As I said, I don’t really remember this, but about 15 minutes later, (she says it seemed like forever but was probably only 15 minutes), I opened her door and asked her if she wanted ice cream. She said ‘no’, and when I asked why she said “Because I’m being punished”.

I told her that she had been punished already, but just because she had to be punished did not mean I didn’t still love her, and I wanted to give her ice cream.

Jacquelynn accepted the treat and while she ate she mulled over what had happened. I didn’t know it at the time, but I had inadvertently taught her a lesson that I had not learned until I was in my late 30’s. It was that through whatever lessons, testings, disciplinary measures the Lord has to take us, grace is there throughout and grace awaits us at the end.

Now let’s go to the prophetic book of Jeremiah and find out what that story about Jacq has to do with our text.

HISTORICAL SETTING

- The people’s apostasy

- False prophets, in Judea and in Babylon

We first need to know the historical context of what the prophet wrote. If we do not know that, then we can never know what it means for our present day world.

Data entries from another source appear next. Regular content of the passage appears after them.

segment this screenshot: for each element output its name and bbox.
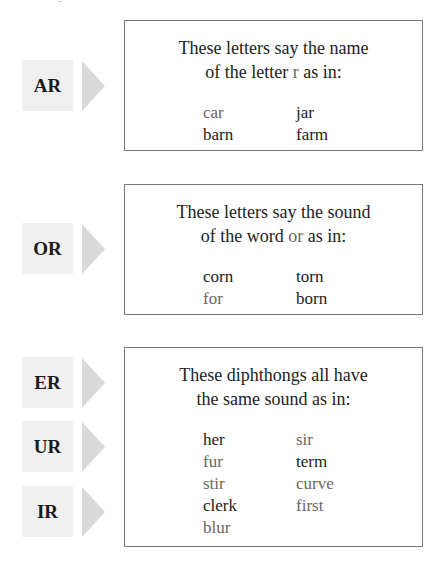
word: born	[296, 288, 389, 310]
card-heading: These letters say the name of the letter…	[125, 36, 422, 84]
word: jar	[296, 102, 389, 124]
card-ar: These letters say the name of the letter…	[124, 20, 423, 151]
arrow-right-icon	[82, 358, 105, 408]
heading-text: as in:	[303, 226, 346, 246]
word: her	[203, 429, 296, 451]
label-er: ER	[22, 357, 73, 408]
card-er-ur-ir: These diphthongs all have the same sound…	[124, 347, 423, 547]
cropped-text-fragment	[58, 0, 62, 2]
word: torn	[296, 266, 389, 288]
label-or: OR	[22, 223, 73, 274]
word: fur	[203, 451, 296, 473]
word: first	[296, 495, 389, 517]
arrow-right-icon	[82, 422, 105, 472]
heading-line-2: of the letter r as in:	[125, 60, 422, 84]
arrow-right-icon	[82, 487, 105, 537]
heading-line-2: of the word or as in:	[125, 224, 422, 248]
example-words: car jar barn farm	[203, 102, 422, 146]
example-words: corn torn for born	[203, 266, 422, 310]
word: curve	[296, 473, 389, 495]
card-heading: These letters say the sound of the word …	[125, 200, 422, 248]
arrow-right-icon	[82, 224, 105, 274]
heading-text: of the letter	[205, 62, 292, 82]
word: for	[203, 288, 296, 310]
heading-line-1: These letters say the sound	[125, 200, 422, 224]
heading-key-letter: or	[288, 226, 303, 246]
label-ir: IR	[22, 486, 73, 537]
label-ur: UR	[22, 421, 73, 472]
word: sir	[296, 429, 389, 451]
word: clerk	[203, 495, 296, 517]
word: farm	[296, 124, 389, 146]
heading-line-1: These diphthongs all have	[125, 363, 422, 387]
heading-text: of the word	[201, 226, 288, 246]
word: barn	[203, 124, 296, 146]
word: term	[296, 451, 389, 473]
word: corn	[203, 266, 296, 288]
word: blur	[203, 517, 296, 539]
label-ar: AR	[22, 60, 73, 111]
word: car	[203, 102, 296, 124]
arrow-right-icon	[82, 61, 105, 111]
word: stir	[203, 473, 296, 495]
heading-text: as in:	[299, 62, 342, 82]
example-words: her sir fur term stir curve clerk first …	[203, 429, 422, 539]
heading-line-1: These letters say the name	[125, 36, 422, 60]
card-or: These letters say the sound of the word …	[124, 184, 423, 315]
heading-line-2: the same sound as in:	[125, 387, 422, 411]
card-heading: These diphthongs all have the same sound…	[125, 363, 422, 411]
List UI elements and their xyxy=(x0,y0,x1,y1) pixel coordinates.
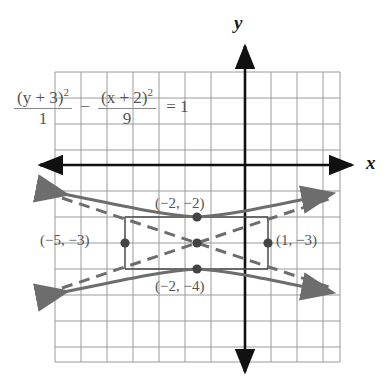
point-label-box-left: (−5, −3) xyxy=(40,232,89,249)
axis-label-y: y xyxy=(234,12,242,34)
point-box-left xyxy=(120,238,129,247)
equation-numerator-2: (x + 2)2 xyxy=(98,86,156,108)
graph-canvas xyxy=(0,0,392,384)
point-label-vertex-lower: (−2, −4) xyxy=(155,278,204,295)
equation-equals: = 1 xyxy=(160,97,188,117)
equation-numerator-1: (y + 3)2 xyxy=(14,86,72,108)
point-center xyxy=(192,238,201,247)
point-vertex-upper xyxy=(192,212,201,221)
equation-exponent-2: 2 xyxy=(147,86,153,98)
point-label-box-right: (1, −3) xyxy=(276,232,317,249)
equation-denominator-2: 9 xyxy=(98,108,156,129)
equation-exponent-1: 2 xyxy=(63,86,69,98)
equation-fraction-1: (y + 3)2 1 xyxy=(14,86,72,129)
equation-fraction-2: (x + 2)2 9 xyxy=(98,86,156,129)
hyperbola-figure: (y + 3)2 1 − (x + 2)2 9 = 1 y x (−2, −2)… xyxy=(0,0,392,384)
equation-denominator-1: 1 xyxy=(14,108,72,129)
equation-operator: − xyxy=(76,97,94,117)
point-vertex-lower xyxy=(192,264,201,273)
equation: (y + 3)2 1 − (x + 2)2 9 = 1 xyxy=(14,86,189,129)
point-label-vertex-upper: (−2, −2) xyxy=(155,195,204,212)
axis-label-x: x xyxy=(366,152,376,174)
point-box-right xyxy=(263,238,272,247)
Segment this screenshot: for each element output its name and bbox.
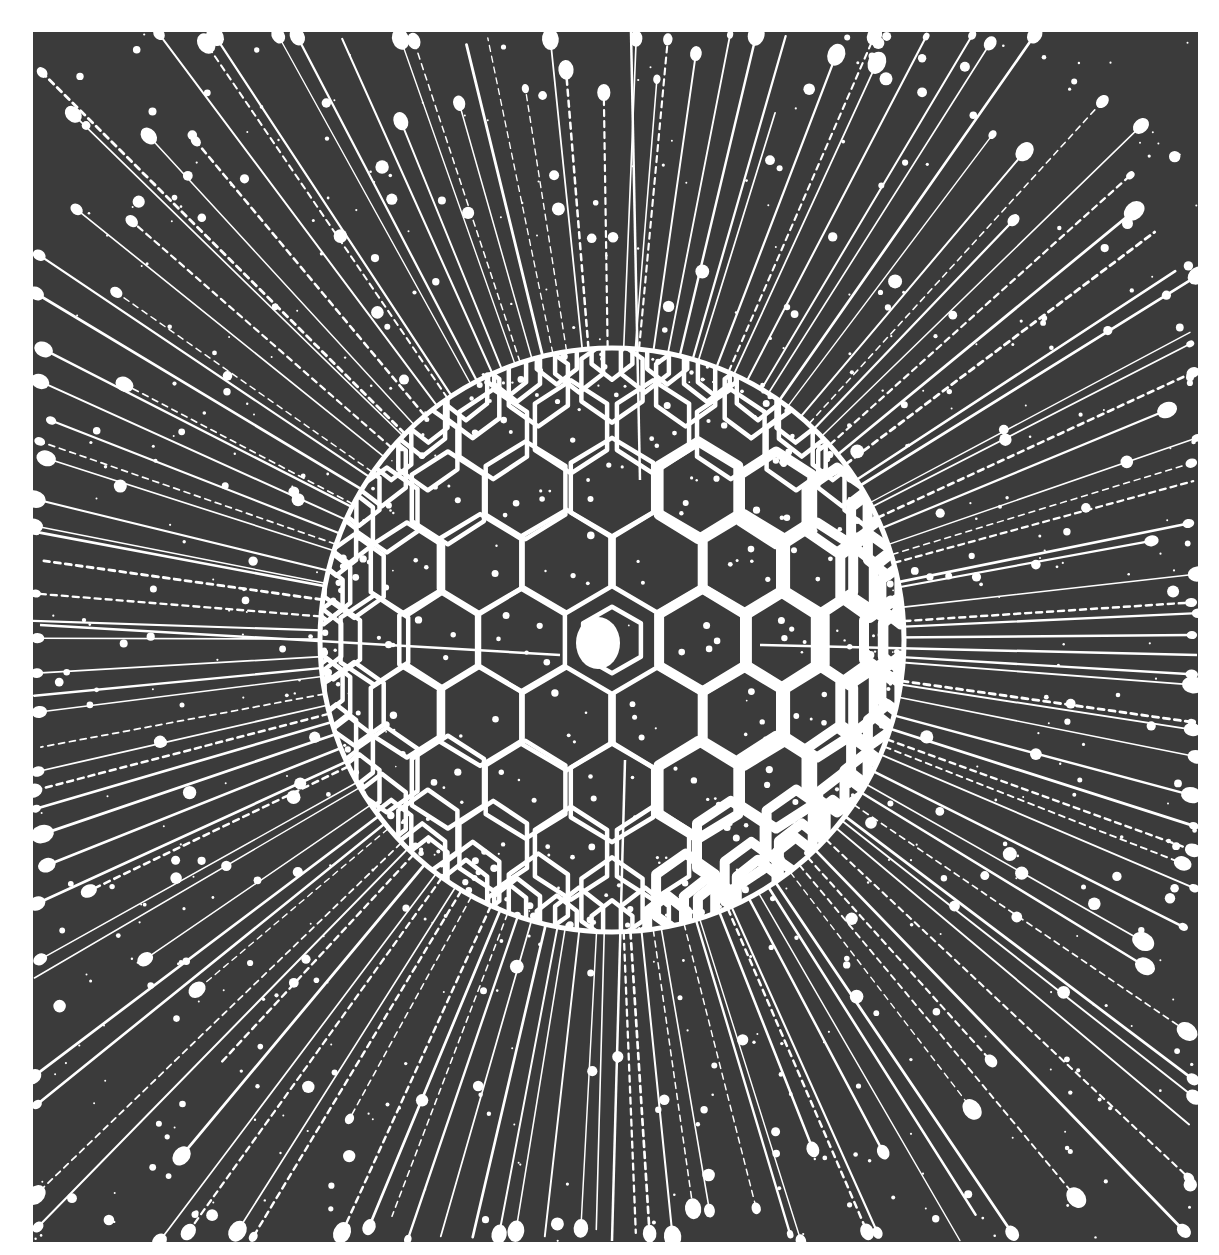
central-nucleus — [576, 617, 620, 669]
radiolarian-illustration — [0, 0, 1219, 1255]
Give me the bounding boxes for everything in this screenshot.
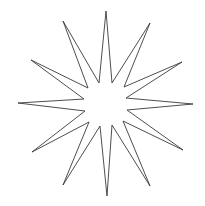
starburst-illustration <box>0 0 205 206</box>
background-rect <box>0 0 205 206</box>
image-canvas <box>0 0 205 206</box>
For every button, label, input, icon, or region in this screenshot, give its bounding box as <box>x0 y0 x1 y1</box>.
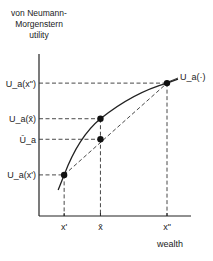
yaxis-title-line-1: von Neumann- <box>11 8 67 18</box>
point-xbar-curve <box>97 116 103 122</box>
point-x2 <box>164 80 170 86</box>
point-xbar-chord <box>97 136 103 142</box>
guide-lines <box>39 83 167 216</box>
chord-line <box>64 83 167 175</box>
yaxis-title-line-3: utility <box>29 30 49 40</box>
x-tick-label-xbar: x̄ <box>98 222 103 232</box>
yaxis-title-line-2: Morgenstern <box>15 19 63 29</box>
utility-curve <box>58 79 178 190</box>
y-tick-label-u_x2: U_a(x") <box>6 79 36 89</box>
y-tick-label-ubar: Ū_a <box>19 135 36 145</box>
utility-diagram: von Neumann- Morgenstern utility U_a(·) … <box>0 0 213 261</box>
x-tick-label-x1: x' <box>61 222 68 232</box>
curve-label: U_a(·) <box>180 72 206 82</box>
xaxis-label: wealth <box>156 239 183 249</box>
y-tick-label-u_xbar: U_a(x̄) <box>9 114 36 124</box>
point-x1 <box>61 172 67 178</box>
y-tick-label-u_x1: U_a(x') <box>7 170 36 180</box>
y-tick-labels: U_a(x")U_a(x̄)Ū_aU_a(x') <box>6 79 36 181</box>
x-tick-label-x2: x" <box>163 222 171 232</box>
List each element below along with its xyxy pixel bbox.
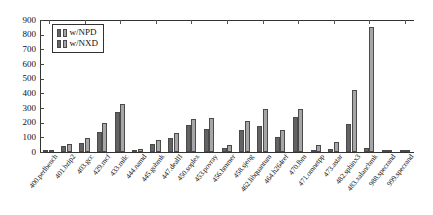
x-tick-label-8: 450.soplex [176, 153, 202, 183]
bar-wnxd-20 [405, 150, 410, 152]
y-tick-label-0: 0 [2, 148, 36, 157]
legend-item-0: w/NPD [57, 27, 98, 38]
bar-wnpd-13 [275, 137, 280, 152]
bar-wnpd-8 [186, 125, 191, 152]
bar-group [346, 20, 357, 152]
bar-wnxd-1 [67, 144, 72, 152]
bar-group [204, 20, 215, 152]
x-axis-line [40, 152, 414, 153]
bar-wnxd-4 [120, 104, 125, 152]
bar-wnxd-18 [369, 27, 374, 152]
bar-wnpd-0 [43, 150, 48, 152]
bar-wnpd-1 [61, 146, 66, 152]
x-tick-label-15: 471.omnetpp [297, 153, 327, 188]
bar-wnpd-2 [79, 143, 84, 152]
x-tick-label-1: 401.bzip2 [53, 153, 77, 180]
bar-wnxd-10 [227, 145, 232, 152]
bar-wnxd-5 [138, 149, 143, 152]
bar-group [382, 20, 393, 152]
y-tick-label-100: 100 [2, 133, 36, 142]
bar-wnxd-9 [209, 118, 214, 152]
legend-swatch-1 [57, 40, 67, 48]
x-tick-label-18: 483.xalancbmk [346, 153, 379, 193]
bar-group [275, 20, 286, 152]
x-tick-label-2: 403.gcc [75, 153, 95, 176]
bar-wnxd-15 [316, 145, 321, 152]
bar-group [115, 20, 126, 152]
bar-wnpd-19 [382, 150, 387, 152]
x-tick-label-10: 456.hmmer [211, 153, 238, 184]
legend-swatch-light-icon [63, 29, 67, 37]
bar-wnpd-5 [132, 150, 137, 152]
y-tick-label-500: 500 [2, 74, 36, 83]
bar-wnpd-16 [328, 149, 333, 152]
x-tick-label-14: 470.lbm [288, 153, 309, 177]
bar-wnpd-6 [150, 144, 155, 152]
x-tick-label-13: 464.h264ref [263, 153, 291, 185]
bar-group [150, 20, 161, 152]
bar-wnpd-17 [346, 124, 351, 152]
x-tick-label-20: 999.specrand [386, 153, 416, 188]
bar-wnxd-8 [191, 119, 196, 152]
bar-wnpd-3 [97, 132, 102, 152]
bar-group [132, 20, 143, 152]
bar-wnxd-6 [156, 140, 161, 152]
bar-wnpd-12 [257, 126, 262, 152]
legend-item-1: w/NXD [57, 38, 98, 49]
x-tick-label-4: 433.milc [109, 153, 131, 178]
bar-wnpd-4 [115, 112, 120, 152]
y-tick-label-300: 300 [2, 104, 36, 113]
bar-wnpd-9 [204, 129, 209, 152]
bar-wnpd-7 [168, 138, 173, 152]
bar-group [364, 20, 375, 152]
bar-wnpd-14 [293, 117, 298, 152]
bar-wnxd-19 [387, 150, 392, 152]
bar-wnpd-20 [400, 150, 405, 152]
x-tick-label-5: 444.namd [124, 153, 148, 180]
bar-wnxd-11 [245, 121, 250, 152]
y-tick-label-800: 800 [2, 30, 36, 39]
bar-wnpd-11 [239, 130, 244, 152]
legend-label-npd: w/NPD [70, 28, 97, 37]
bar-wnpd-10 [222, 148, 227, 152]
x-tick-label-12: 462.libquantum [239, 153, 273, 194]
x-tick-label-11: 458.sjeng [232, 153, 255, 180]
legend-swatch-dark-icon [57, 29, 61, 37]
x-tick-label-0: 400.perlbench [28, 153, 59, 190]
bar-wnxd-2 [85, 138, 90, 152]
y-tick-label-400: 400 [2, 89, 36, 98]
legend-swatch-0 [57, 29, 67, 37]
x-tick-label-17: 482.sphinx3 [334, 153, 362, 186]
x-tick-label-19: 988.specrand [368, 153, 398, 188]
x-tick-label-9: 453.povray [193, 153, 219, 184]
bar-wnxd-16 [334, 142, 339, 152]
bar-wnxd-17 [352, 90, 357, 152]
y-tick-label-900: 900 [2, 16, 36, 25]
bar-wnxd-14 [298, 109, 303, 152]
chart-legend: w/NPD w/NXD [52, 24, 104, 53]
bar-wnpd-18 [364, 148, 369, 152]
bar-group [400, 20, 411, 152]
bar-group [311, 20, 322, 152]
bar-chart: 9008007006005004003002001000 400.perlben… [0, 0, 433, 215]
bar-group [328, 20, 339, 152]
legend-label-nxd: w/NXD [70, 39, 99, 48]
x-tick-label-7: 447.dealII [160, 153, 184, 181]
bar-wnxd-13 [280, 130, 285, 152]
legend-swatch-dark-icon [57, 40, 61, 48]
y-tick-label-700: 700 [2, 45, 36, 54]
bar-wnxd-0 [49, 150, 54, 152]
legend-swatch-light-icon [63, 40, 67, 48]
bar-wnxd-12 [263, 109, 268, 152]
bar-wnxd-7 [174, 133, 179, 152]
bar-group [293, 20, 304, 152]
bar-group [186, 20, 197, 152]
bar-group [239, 20, 250, 152]
bar-group [257, 20, 268, 152]
bar-group [168, 20, 179, 152]
x-tick-label-6: 445.gobmk [140, 153, 166, 184]
bar-group [222, 20, 233, 152]
bar-wnxd-3 [102, 123, 107, 152]
bar-wnpd-15 [311, 150, 316, 152]
y-tick-label-200: 200 [2, 118, 36, 127]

The first thing we have to know then, is that there were false prophets to contend with.

Not that the main or sole message of Jeremiah is that there are false prophets in the land; but he did contend with them throughout his ministry, as did Isaiah and other contemporaries of this prophet.

I make them a primary focus of this sermon though, because it is they the Lord was warning the people about in the very verses that precede our text verse. So we take a closer look.

First of all let’s make no mistake that the nation of Israel, split at this time into the Northern and Southern kingdoms, was in total rebellion against God.

In fact, the Northern kingdom of Israel had long since been taken away into captivity and while the Southern kingdom of Judah remained, so did their lewd sin and their idolatry and their rebellion.

Jeremiah’s ministry called them to repentance and worship of the true God of their fathers, but his message went unheeded.

What I want you to see for our purposes today is that through Jeremiah God warned the people against listening to the words of the false prophets, both while they were still in Judea, and even later after they too had been taken into captivity and carried away to Babylon.

In chapter 14 we find one example of what I’m saying. They were still in Judea at the time, but Jeremiah had been warning about the punishment God was going to bring down for their apostasy.